The "Australian way", which is also what Fraçois Blateyron does, can be
regarded as giving the correction to sundial time to find mean time.

While that in itself is commendable, I really like more the presentation
which has the EOT negative in February and positive in November, because the
dial is really slow in February and really fast in November, which is
represented by the wavy EOT line, whereas Mean Time has always equal-length
seconds, and days, and is best represented by the straight horizontal line
of zero.

If you then add "Sundial Slow" on the February (-) side, and "Sundial Fast"
on the November (+) side, I think the users and passers-by will have no
difficulty interpreting the meaning.

If this is also the "Astronomical" way of doing it (and it is), so much the
better :-)

Rudolf Hooijenga
[EMAIL PROTECTED] (home)
[EMAIL PROTECTED] (office)



----- Original Message -----
From: John Hall <[EMAIL PROTECTED]>
To: <[email protected]>
Sent: Friday, September 24, 1999 4:22 AM
Subject: Equation of Time Graph wrong way up Down Under ?
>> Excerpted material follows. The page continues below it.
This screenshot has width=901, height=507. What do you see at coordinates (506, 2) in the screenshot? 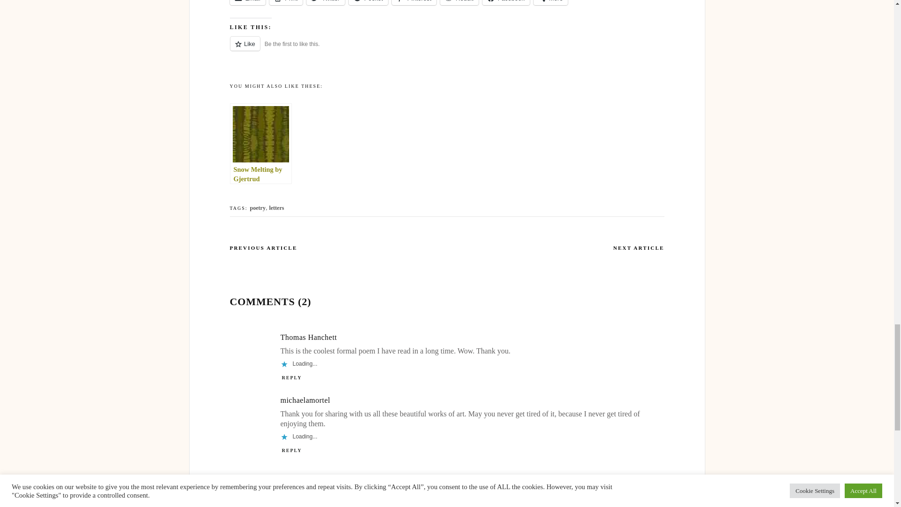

> Can somebody please shed light on a problem I have encountered with the
> standard graph of the Equation of Time.
>
> I have used the routines by Fer de Vries to generate the graph and the
print
> outs check out perfectly with all standard references. They all indicate
> that at this time of the year the correction for the EQT is around +(plus)
> 7m 42sec - I checked this with the Luke Coletti web site this morning ;-)
>
> Now the problem is that all Australian printed references I have checked
> suggest that this figure should be - (minus) 7m 42sec. My understanding is
> that the EQT is the EQT irrespective of our position on the globe.